A convention plugin has 2 flavors:
Precompiled script convention plugins
Standalone convention plugins
Not really.
A convention plugin just means a plugin with your own conventions that you apply where you want those conventions to be used, no matter where it is implemented, be it standalone published, or in a composite build, or in buildSrc
, or directly in the build, and no matter how it is implemented, be it a script plugin, a precompiled script plugin, a binary plugin written in Java, or Kotlin, or Groovy, or Scala, or whatever other language able to compile to JVM bytecode.
Precompiled script convention plugins are placed in the projects itself.
They are never “in the projects themselves”, they are always in a separate build. Whether it is a buildSrc
build, or a build included as composite build in the same repository as the project where it is used, or in a completely standalone build that you publish to use it in other builds is irrelevant.
But what we need is a convention plugin that is stored in a central location of our infrastructure and can be used by all teams.
As I said, you can still write the plugin as precompiled script plugin, or as normal binary plugin using and JVM language, and then for example publish the result to some repository to use it in the other projects.
We don’t know which of the “wrapped” plugins will be used, by the varous projects. The only think we need is a kind of contract for the developer: If you use the convention plugin you can be sure, that all offered plugins you apply are working.
Well, you can write the convention plugins in a way that they react to which plugins are applied and do not apply plugins themselves. That’s what you do with pluginManager.withPlugin("...") { ... }
to just react to a plugin being applied and configure it according to your conventions.
Or you can have multiple convention plugins, for example one per “wrapped” plugin and the project applying your convention plugins can choose which ones to apply.
If your main concern is to streamline the used versions, you can also write a central version catalog and / or platform. Both can be published too and then used by other builds.
In order to use it you must must do a publishToMavenLocal to get a defined version Id for this plugin.
Why publish to maven local and not use it also via composite build like the other?
Btw. using mavenLocal
is quite problematic and should be avoided wherever possible and usually if really needed it is better to use some dedicated file-based repository or at least defined using repository filter exactly which dependencies should be taken from mavenLocal
.
And why do you apply one of the plugins properly using the plugins { ... }
block and the other using the legacy apply plugin:
(resp. apply(plugin =
) that you should practically never use?
But there is a race condition in consumerKotlin. The dependencies closure is evaluated before the mcve-java-plugin-kotlin has been evaluated. The consumerKotlin is exiting with an error.
That’s not correct.
Your plugin is evaluated first.
I didn’t execute and you didn’t write the error, but I guess the error is, that it does not find implementation
.
That is because you do use the legacy approach using apply(plugin =
as mentioned above.
For plugins applied that way no type-safe accessors for the Kotlin DSL are generated. Those only exist for plugins properly applied using the plugins { ... }
DSL.
Is it possible that the groovyConsumer just works accidentally?
Groovy is an extremely dynamic language with duck-typing.
At runtime the plugin is applied and thus the implementation
call can be found and thus succeeds.
Kotlin is not runtime-dynamic like that, but is type-safe, so needs the proper accessors generated, which is not done in your case as explained above, so the compilation already fails.
Btw. you should practically never use the all
distribution, but always bin
.
There is exactly one situation where the all
distribution is useful.
That is when you use the Groovy DSL (which I advise against anyway) and even then only while editing the build scripts to work-around an IDE shortcoming.
Other than that, the all
distribution just wastes time, bandwidth and diskspace for anyone and anything just executing the build.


| YOUR INSTRUCTIONS |
Without pictures, return the lines from the one containing "scan for *food*." through the last line of the data below, exactly.

________

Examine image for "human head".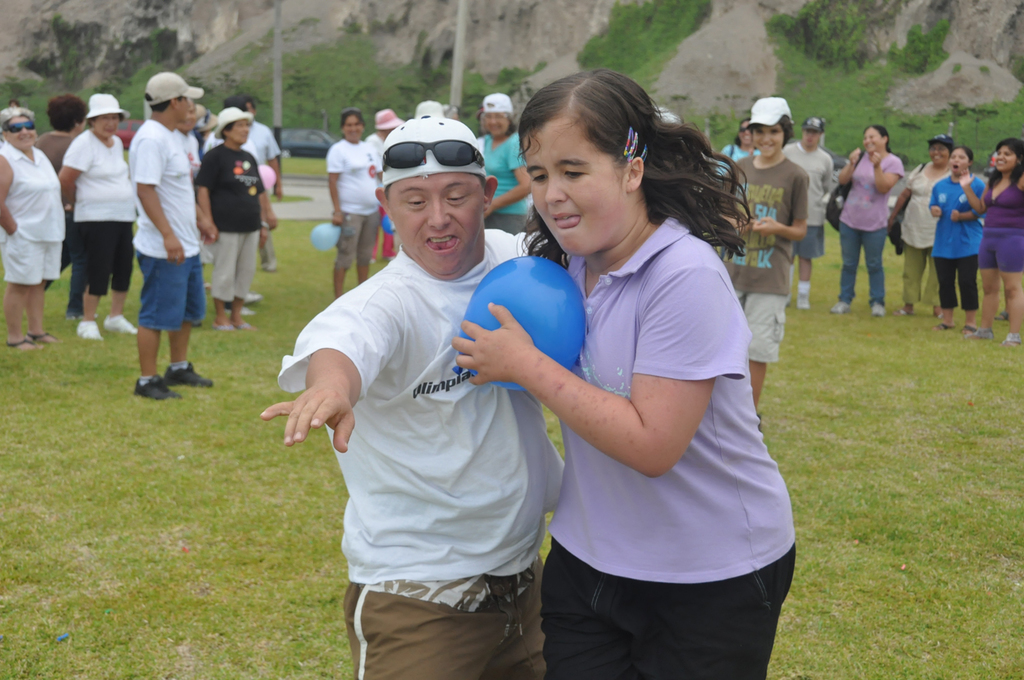
Examination result: 860,124,888,151.
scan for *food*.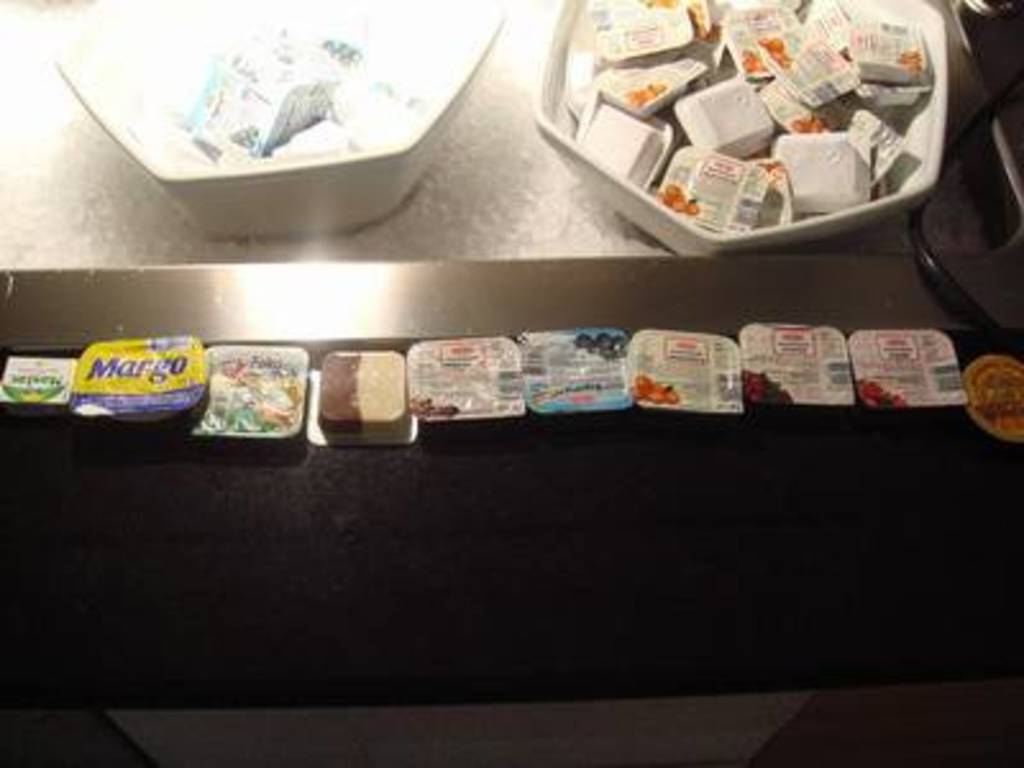
Scan result: <bbox>525, 330, 635, 410</bbox>.
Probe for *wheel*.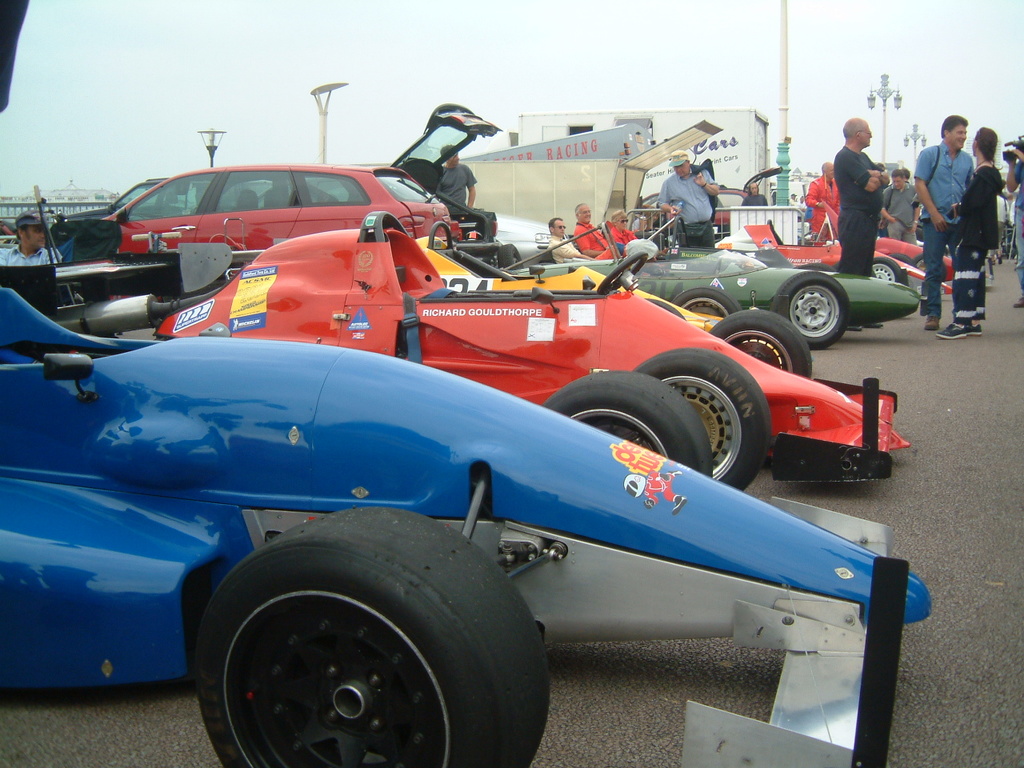
Probe result: 598, 253, 646, 294.
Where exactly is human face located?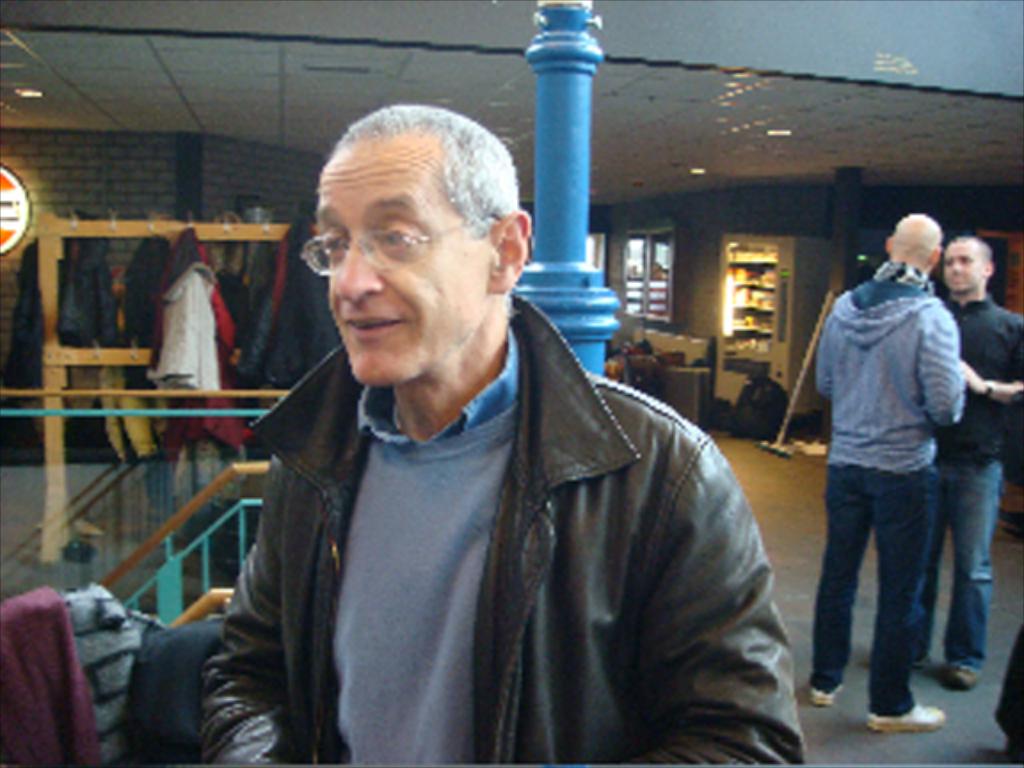
Its bounding box is BBox(309, 142, 501, 372).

________

| WRITTEN SOLUTION |
scan for *food*.
Scan result: <bbox>525, 330, 635, 410</bbox>.
Probe for *wheel*.
Probe result: 598, 253, 646, 294.
Where exactly is human face located?
Its bounding box is BBox(309, 142, 501, 372).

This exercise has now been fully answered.